[EM] Why We Shouldn't Count Votes with Machines

Terry Bouricius terryb at burlingtontelecom.net
Mon Oct 6 05:42:26 PDT 2008


Jonathan Lundell wrote:

"BTW, it seems to me that there's a relatively straightforward solution
in principle to the problem of computerized vote counting, based on
the use of separate data-entry and counting processes. Let voters vote
on paper, either by hand or with an electronic marking machine, enter
the ballot data, perhaps by scanning, in such a way that the resulting
ballot data can be verified by hand against the paper ballots, and
permit counting by multiple independent counting programs."

That is exactly what Burlington (VT) and San Francisco (CA) do. Optical 
scan ballots are used, and the voter rankings are tallied by an official 
open-source program, but can also be tallied (and has been tallied) by 
other programs, because all of the ballot images are posted on the 
Internet.  A key element, however is a hand-audit of a random sample of 
machines to assure (to a reasonable degree of confidence) that the 
computer record for the ballots matches the paper record. This redundant 
record is what makes these ranked-ballot elections significantly MORE 
secure than traditional hand-count elections (were some ballots stolen, 
added, re-marked to spoil, etc.?) and more secure than all electronic 
elections (was there a bribed programmer who inserted a virus?)

Terry Bouricius


----- Original Message ----- 
From: "Jonathan Lundell" <jlundell at pobox.com>
To: "Dave Ketchum" <davek at clarityconnect.com>
Cc: <kathy.dopp at gmail.com>; <election-methods at lists.electorama.com>; 
<jgilmour at globalnet.co.uk>
Sent: Sunday, October 05, 2008 11:08 PM
Subject: Re: [EM] Why We Shouldn't Count Votes with Machines


On Oct 5, 2008, at 5:38 PM, Dave Ketchum wrote:

>     While many methods, including Plurality, have no trouble
> correctly picking the winner when there are only two candidates,
> Plurality restricts voters unacceptably when there are more than two
> candidates and many voters want to show more than one as better than
> the remainder - which happens often.

The issue is not the number of candidates, but rather the number of
seats to be filled. Yes, it would be fine to have a better method than
plurality to fill the very few necessarily single executive seats that
we vote for, but that's a minor matter compared to the different
between single-member districts and multi-member districts with PR.

Suppose we could contravene the laws of mathematics and invent a
single-seat method that was Condorcet-compliant and satisfied LNH/H in
the bargain. The degree of representation achieved by such a method is
dramatically worse than any decent PR system.


BTW, it seems to me that there's a relatively straightforward solution
in principle to the problem of computerized vote counting, based on
the use of separate data-entry and counting processes. Let voters vote
on paper, either by hand or with an electronic marking machine, enter
the ballot data, perhaps by scanning, in such a way that the resulting
ballot data can be verified by hand against the paper ballots, and
permit counting by multiple independent counting programs.

There are nontrivial details to be resolved, in particular ballot
secrecy and the resolution of conflicting results, but it seems to me
that it's a fairly contained set of problems.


§ **Aim of the exercise**: Every entry is to be transcribed as it stands. Images stay out.

§ **Listed records**:
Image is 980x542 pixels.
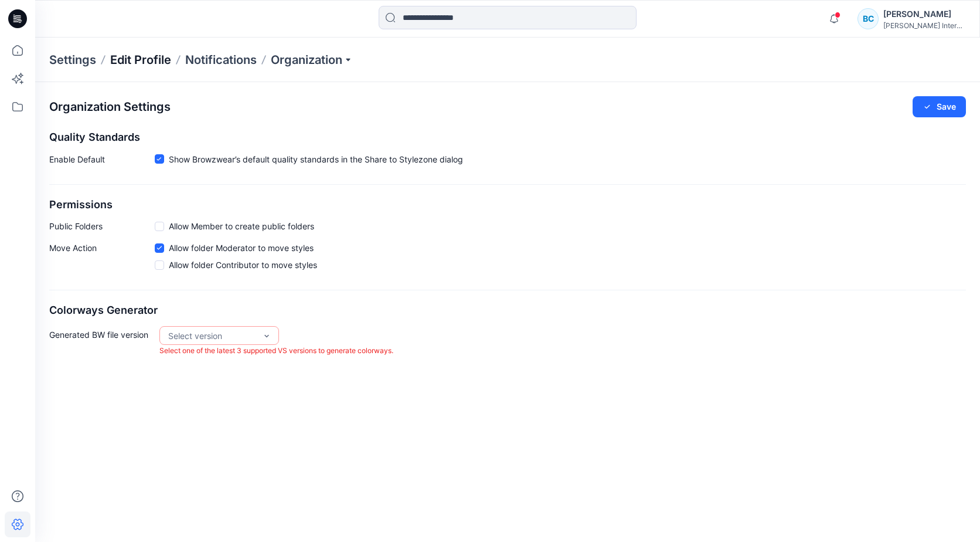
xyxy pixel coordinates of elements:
div: [PERSON_NAME] International [884,21,966,30]
div: Select version [169,329,256,342]
div: BC [858,8,879,30]
p: Select one of the latest 3 supported VS versions to generate colorways. [159,345,393,357]
p: Settings [49,52,96,68]
a: Edit Profile [110,52,172,68]
p: Generated BW file version [49,326,155,357]
h2: Permissions [49,199,966,211]
span: Allow folder Contributor to move styles [169,259,317,271]
h2: Colorways Generator [49,304,966,317]
h2: Organization Settings [49,100,171,114]
span: Allow folder Moderator to move styles [169,241,314,254]
a: Notifications [185,52,257,68]
span: Show Browzwear’s default quality standards in the Share to Stylezone dialog [169,153,463,165]
span: Allow Member to create public folders [169,220,314,232]
p: Move Action [49,241,155,276]
button: Save [912,96,966,117]
p: Public Folders [49,220,155,232]
h2: Quality Standards [49,131,966,143]
div: [PERSON_NAME] [884,7,966,21]
p: Enable Default [49,153,155,170]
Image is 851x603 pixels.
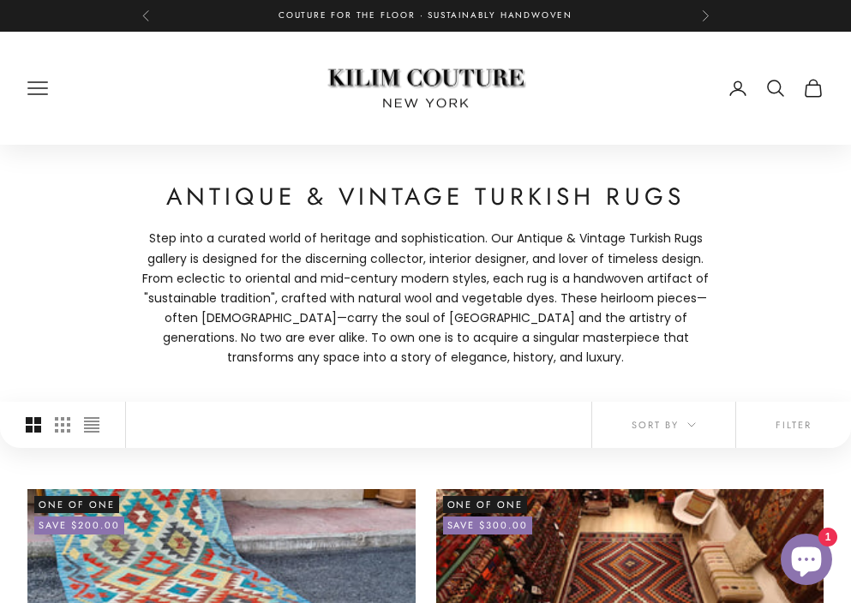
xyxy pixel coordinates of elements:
p: Step into a curated world of heritage and sophistication. Our Antique & Vintage Turkish Rugs gall... [135,229,717,368]
span: One of One [443,496,528,513]
span: Sort by [632,417,696,433]
nav: Secondary navigation [728,78,824,99]
p: Couture for the Floor · Sustainably Handwoven [279,9,573,23]
h1: Antique & Vintage Turkish Rugs [135,179,717,215]
button: Switch to smaller product images [55,402,70,448]
img: Logo of Kilim Couture New York [319,48,533,129]
button: Switch to larger product images [26,402,41,448]
nav: Primary navigation [27,78,285,99]
button: Switch to compact product images [84,402,99,448]
inbox-online-store-chat: Shopify online store chat [776,534,837,590]
on-sale-badge: Save $200.00 [34,517,124,534]
button: Sort by [592,402,735,448]
on-sale-badge: Save $300.00 [443,517,533,534]
span: One of One [34,496,119,513]
button: Filter [736,402,851,448]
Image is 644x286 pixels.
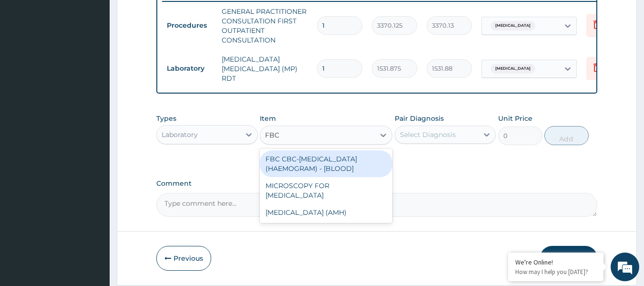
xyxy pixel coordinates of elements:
[162,17,217,35] td: Procedures
[157,246,211,271] button: Previous
[260,114,276,123] label: Item
[162,60,217,77] td: Laboratory
[55,83,131,180] span: We're online!
[260,204,392,221] div: [MEDICAL_DATA] (AMH)
[515,268,597,276] p: How may I help you today?
[491,21,536,31] span: [MEDICAL_DATA]
[50,53,160,66] div: Chat with us now
[217,2,312,50] td: GENERAL PRACTITIONER CONSULTATION FIRST OUTPATIENT CONSULTATION
[400,130,456,140] div: Select Diagnosis
[395,114,444,123] label: Pair Diagnosis
[540,246,598,271] button: Submit
[491,64,536,73] span: [MEDICAL_DATA]
[545,126,589,145] button: Add
[260,150,392,177] div: FBC CBC-[MEDICAL_DATA] (HAEMOGRAM) - [BLOOD]
[498,114,533,123] label: Unit Price
[161,130,198,140] div: Laboratory
[157,114,176,123] label: Types
[515,258,597,266] div: We're Online!
[157,179,598,188] label: Comment
[260,177,392,204] div: MICROSCOPY FOR [MEDICAL_DATA]
[18,48,38,72] img: d_794563401_company_1708531726252_794563401
[5,187,182,220] textarea: Type your message and hit 'Enter'
[217,50,312,88] td: [MEDICAL_DATA] [MEDICAL_DATA] (MP) RDT
[157,5,179,28] div: Minimize live chat window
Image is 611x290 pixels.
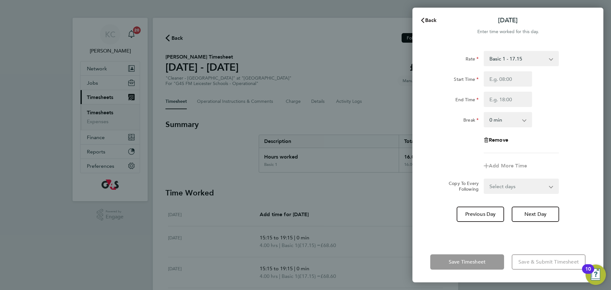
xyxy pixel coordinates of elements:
[512,207,559,222] button: Next Day
[412,28,603,36] div: Enter time worked for this day.
[585,269,591,277] div: 10
[585,264,606,285] button: Open Resource Center, 10 new notifications
[484,92,532,107] input: E.g. 18:00
[465,211,496,217] span: Previous Day
[414,14,443,27] button: Back
[454,76,479,84] label: Start Time
[498,16,518,25] p: [DATE]
[489,137,508,143] span: Remove
[484,71,532,87] input: E.g. 08:00
[466,56,479,64] label: Rate
[524,211,546,217] span: Next Day
[455,97,479,104] label: End Time
[484,137,508,143] button: Remove
[457,207,504,222] button: Previous Day
[463,117,479,125] label: Break
[425,17,437,23] span: Back
[444,180,479,192] label: Copy To Every Following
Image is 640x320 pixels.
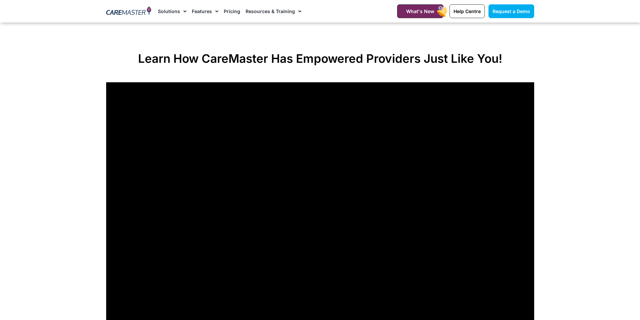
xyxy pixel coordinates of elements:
a: Request a Demo [488,4,534,18]
span: Request a Demo [492,8,530,14]
span: What's New [406,8,434,14]
img: CareMaster Logo [106,6,151,16]
h2: Learn How CareMaster Has Empowered Providers Just Like You! [106,51,534,65]
a: Help Centre [449,4,485,18]
span: Help Centre [453,8,481,14]
a: What's New [397,4,443,18]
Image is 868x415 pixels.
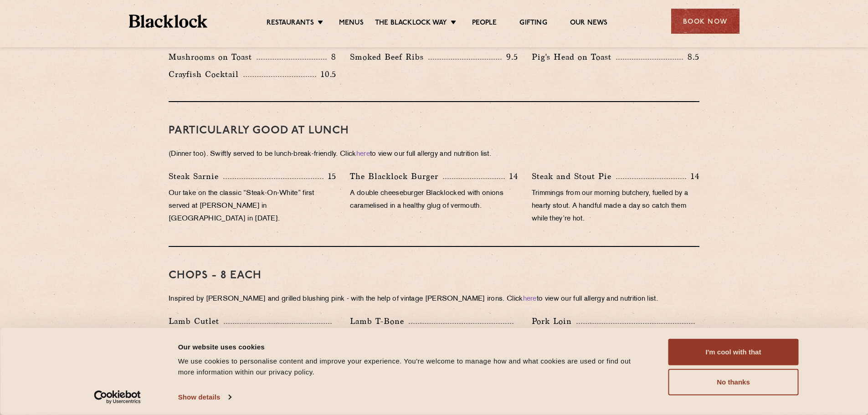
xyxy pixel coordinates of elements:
[316,68,336,80] p: 10.5
[168,270,700,282] h3: Chops - 8 each
[570,19,608,29] a: Our News
[523,296,536,303] a: here
[178,356,647,378] div: We use cookies to personalise content and improve your experience. You're welcome to manage how a...
[505,170,518,183] p: 14
[686,170,700,183] p: 14
[502,51,518,63] p: 9.5
[375,19,447,29] a: The Blacklock Way
[168,68,243,80] p: Crayfish Cocktail
[339,19,363,29] a: Menus
[350,187,518,213] p: A double cheeseburger Blacklocked with onions caramelised in a healthy glug of vermouth.
[266,19,314,29] a: Restaurants
[324,170,337,183] p: 15
[532,50,616,64] p: Pig's Head on Toast
[532,315,576,328] p: Pork Loin
[168,125,700,137] h3: PARTICULARLY GOOD AT LUNCH
[532,187,700,226] p: Trimmings from our morning butchery, fuelled by a hearty stout. A handful made a day so catch the...
[669,369,798,396] button: No thanks
[168,315,224,328] p: Lamb Cutlet
[178,391,231,404] a: Show details
[350,50,428,64] p: Smoked Beef Ribs
[168,187,336,226] p: Our take on the classic “Steak-On-White” first served at [PERSON_NAME] in [GEOGRAPHIC_DATA] in [D...
[129,15,207,28] img: BL_Textured_Logo-footer-cropped.svg
[78,391,157,404] a: Usercentrics Cookiebot - opens in a new window
[168,50,257,64] p: Mushrooms on Toast
[178,342,647,352] div: Our website uses cookies
[520,19,547,29] a: Gifting
[671,9,739,34] div: Book Now
[683,51,700,63] p: 8.5
[326,51,336,63] p: 8
[350,170,443,183] p: The Blacklock Burger
[669,339,798,366] button: I'm cool with that
[168,293,700,306] p: Inspired by [PERSON_NAME] and grilled blushing pink - with the help of vintage [PERSON_NAME] iron...
[168,148,700,161] p: (Dinner too). Swiftly served to be lunch-break-friendly. Click to view our full allergy and nutri...
[532,170,616,183] p: Steak and Stout Pie
[168,170,223,183] p: Steak Sarnie
[472,19,497,29] a: People
[350,315,408,328] p: Lamb T-Bone
[356,151,370,158] a: here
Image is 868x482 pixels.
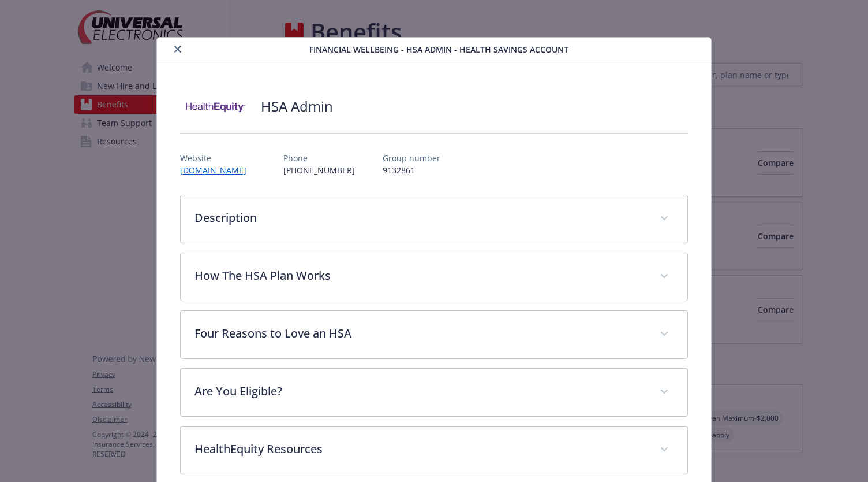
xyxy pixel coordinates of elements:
p: How The HSA Plan Works [195,267,646,284]
div: Four Reasons to Love an HSA [181,311,688,358]
span: Financial Wellbeing - HSA Admin - Health Savings Account [310,44,569,55]
p: Are You Eligible? [195,383,646,400]
button: close [171,42,185,56]
div: Are You Eligible? [181,368,688,416]
p: Website [180,152,256,164]
p: Four Reasons to Love an HSA [195,325,646,342]
p: 9132861 [383,164,440,176]
p: HealthEquity Resources [195,440,646,457]
a: [DOMAIN_NAME] [180,165,256,176]
div: HealthEquity Resources [181,426,688,474]
p: Description [195,209,646,227]
div: How The HSA Plan Works [181,253,688,300]
p: Phone [284,152,355,164]
img: Health Equity [180,89,250,124]
p: Group number [383,152,440,164]
p: [PHONE_NUMBER] [284,164,355,176]
div: Description [181,195,688,242]
h2: HSA Admin [261,97,333,116]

§ **Response area**:
Image is 980x542 pixels.
xyxy pixel coordinates of elements:
div: [PERSON_NAME] International [884,21,966,30]
div: Select version [169,329,256,342]
div: BC [858,8,879,30]
p: Select one of the latest 3 supported VS versions to generate colorways. [159,345,393,357]
p: Settings [49,52,96,68]
a: Edit Profile [110,52,172,68]
p: Generated BW file version [49,326,155,357]
h2: Permissions [49,199,966,211]
span: Allow folder Contributor to move styles [169,259,317,271]
h2: Colorways Generator [49,304,966,317]
h2: Organization Settings [49,100,171,114]
span: Allow folder Moderator to move styles [169,241,314,254]
a: Notifications [185,52,257,68]
span: Show Browzwear’s default quality standards in the Share to Stylezone dialog [169,153,463,165]
span: Allow Member to create public folders [169,220,314,232]
p: Move Action [49,241,155,276]
button: Save [912,96,966,117]
p: Public Folders [49,220,155,232]
h2: Quality Standards [49,131,966,143]
div: [PERSON_NAME] [884,7,966,21]
p: Enable Default [49,153,155,170]
Image is 851x603 pixels.
xyxy pixel coordinates of elements:
p: Step into a curated world of heritage and sophistication. Our Antique & Vintage Turkish Rugs gall... [135,229,717,368]
span: One of One [443,496,528,513]
span: Sort by [632,417,696,433]
nav: Secondary navigation [728,78,824,99]
p: Couture for the Floor · Sustainably Handwoven [279,9,573,23]
h1: Antique & Vintage Turkish Rugs [135,179,717,215]
button: Switch to smaller product images [55,402,70,448]
img: Logo of Kilim Couture New York [319,48,533,129]
button: Switch to larger product images [26,402,41,448]
nav: Primary navigation [27,78,285,99]
button: Switch to compact product images [84,402,99,448]
inbox-online-store-chat: Shopify online store chat [776,534,837,590]
on-sale-badge: Save $200.00 [34,517,124,534]
button: Sort by [592,402,735,448]
on-sale-badge: Save $300.00 [443,517,533,534]
span: One of One [34,496,119,513]
button: Filter [736,402,851,448]
Image is 644x286 pixels.
xyxy pixel coordinates of elements:
[162,17,217,35] td: Procedures
[157,246,211,271] button: Previous
[260,114,276,123] label: Item
[162,60,217,77] td: Laboratory
[55,83,131,180] span: We're online!
[260,204,392,221] div: [MEDICAL_DATA] (AMH)
[515,268,597,276] p: How may I help you today?
[491,21,536,31] span: [MEDICAL_DATA]
[50,53,160,66] div: Chat with us now
[217,2,312,50] td: GENERAL PRACTITIONER CONSULTATION FIRST OUTPATIENT CONSULTATION
[400,130,456,140] div: Select Diagnosis
[395,114,444,123] label: Pair Diagnosis
[540,246,598,271] button: Submit
[491,64,536,73] span: [MEDICAL_DATA]
[545,126,589,145] button: Add
[260,150,392,177] div: FBC CBC-[MEDICAL_DATA] (HAEMOGRAM) - [BLOOD]
[498,114,533,123] label: Unit Price
[161,130,198,140] div: Laboratory
[157,114,176,123] label: Types
[515,258,597,266] div: We're Online!
[157,179,598,188] label: Comment
[260,177,392,204] div: MICROSCOPY FOR [MEDICAL_DATA]
[18,48,38,72] img: d_794563401_company_1708531726252_794563401
[5,187,182,220] textarea: Type your message and hit 'Enter'
[217,50,312,88] td: [MEDICAL_DATA] [MEDICAL_DATA] (MP) RDT
[157,5,179,28] div: Minimize live chat window
Image is 611x290 pixels.
xyxy pixel coordinates of elements:
[512,207,559,222] button: Next Day
[412,28,603,36] div: Enter time worked for this day.
[585,269,591,277] div: 10
[585,264,606,285] button: Open Resource Center, 10 new notifications
[484,92,532,107] input: E.g. 18:00
[465,211,496,217] span: Previous Day
[414,14,443,27] button: Back
[454,76,479,84] label: Start Time
[498,16,518,25] p: [DATE]
[489,137,508,143] span: Remove
[484,71,532,87] input: E.g. 08:00
[466,56,479,64] label: Rate
[524,211,546,217] span: Next Day
[455,97,479,104] label: End Time
[484,137,508,143] button: Remove
[457,207,504,222] button: Previous Day
[463,117,479,125] label: Break
[425,17,437,23] span: Back
[444,180,479,192] label: Copy To Every Following
Image is 640x320 pixels.
xyxy pixel coordinates of elements:
a: Request a Demo [488,4,534,18]
span: Request a Demo [492,8,530,14]
span: What's New [406,8,434,14]
img: CareMaster Logo [106,6,151,16]
h2: Learn How CareMaster Has Empowered Providers Just Like You! [106,51,534,65]
a: Help Centre [449,4,485,18]
span: Help Centre [453,8,481,14]
a: What's New [397,4,443,18]
Image is 868x415 pixels.
xyxy pixel coordinates of elements:
[316,68,336,80] p: 10.5
[168,270,700,282] h3: Chops - 8 each
[570,19,608,29] a: Our News
[523,296,536,303] a: here
[178,356,647,378] div: We use cookies to personalise content and improve your experience. You're welcome to manage how a...
[505,170,518,183] p: 14
[686,170,700,183] p: 14
[502,51,518,63] p: 9.5
[375,19,447,29] a: The Blacklock Way
[168,68,243,80] p: Crayfish Cocktail
[339,19,363,29] a: Menus
[350,187,518,213] p: A double cheeseburger Blacklocked with onions caramelised in a healthy glug of vermouth.
[266,19,314,29] a: Restaurants
[324,170,337,183] p: 15
[532,50,616,64] p: Pig's Head on Toast
[532,315,576,328] p: Pork Loin
[168,125,700,137] h3: PARTICULARLY GOOD AT LUNCH
[532,187,700,226] p: Trimmings from our morning butchery, fuelled by a hearty stout. A handful made a day so catch the...
[669,369,798,396] button: No thanks
[168,315,224,328] p: Lamb Cutlet
[178,391,231,404] a: Show details
[350,50,428,64] p: Smoked Beef Ribs
[168,187,336,226] p: Our take on the classic “Steak-On-White” first served at [PERSON_NAME] in [GEOGRAPHIC_DATA] in [D...
[129,15,207,28] img: BL_Textured_Logo-footer-cropped.svg
[78,391,157,404] a: Usercentrics Cookiebot - opens in a new window
[168,50,257,64] p: Mushrooms on Toast
[178,342,647,352] div: Our website uses cookies
[520,19,547,29] a: Gifting
[671,9,739,34] div: Book Now
[683,51,700,63] p: 8.5
[326,51,336,63] p: 8
[350,170,443,183] p: The Blacklock Burger
[669,339,798,366] button: I'm cool with that
[168,293,700,306] p: Inspired by [PERSON_NAME] and grilled blushing pink - with the help of vintage [PERSON_NAME] iron...
[168,148,700,161] p: (Dinner too). Swiftly served to be lunch-break-friendly. Click to view our full allergy and nutri...
[532,170,616,183] p: Steak and Stout Pie
[168,170,223,183] p: Steak Sarnie
[472,19,497,29] a: People
[350,315,408,328] p: Lamb T-Bone
[356,151,370,158] a: here
Image is 868x482 pixels.
xyxy pixel coordinates of elements:
p: How The HSA Plan Works [195,267,646,284]
div: Four Reasons to Love an HSA [181,311,688,358]
span: Financial Wellbeing - HSA Admin - Health Savings Account [310,44,569,55]
p: Are You Eligible? [195,383,646,400]
button: close [171,42,185,56]
div: Are You Eligible? [181,368,688,416]
p: Website [180,152,256,164]
p: Four Reasons to Love an HSA [195,325,646,342]
p: 9132861 [383,164,440,176]
p: HealthEquity Resources [195,440,646,457]
a: [DOMAIN_NAME] [180,165,256,176]
div: HealthEquity Resources [181,426,688,474]
p: Description [195,209,646,227]
div: How The HSA Plan Works [181,253,688,300]
p: Phone [284,152,355,164]
img: Health Equity [180,89,250,124]
p: Group number [383,152,440,164]
p: [PHONE_NUMBER] [284,164,355,176]
div: Description [181,195,688,242]
h2: HSA Admin [261,97,333,116]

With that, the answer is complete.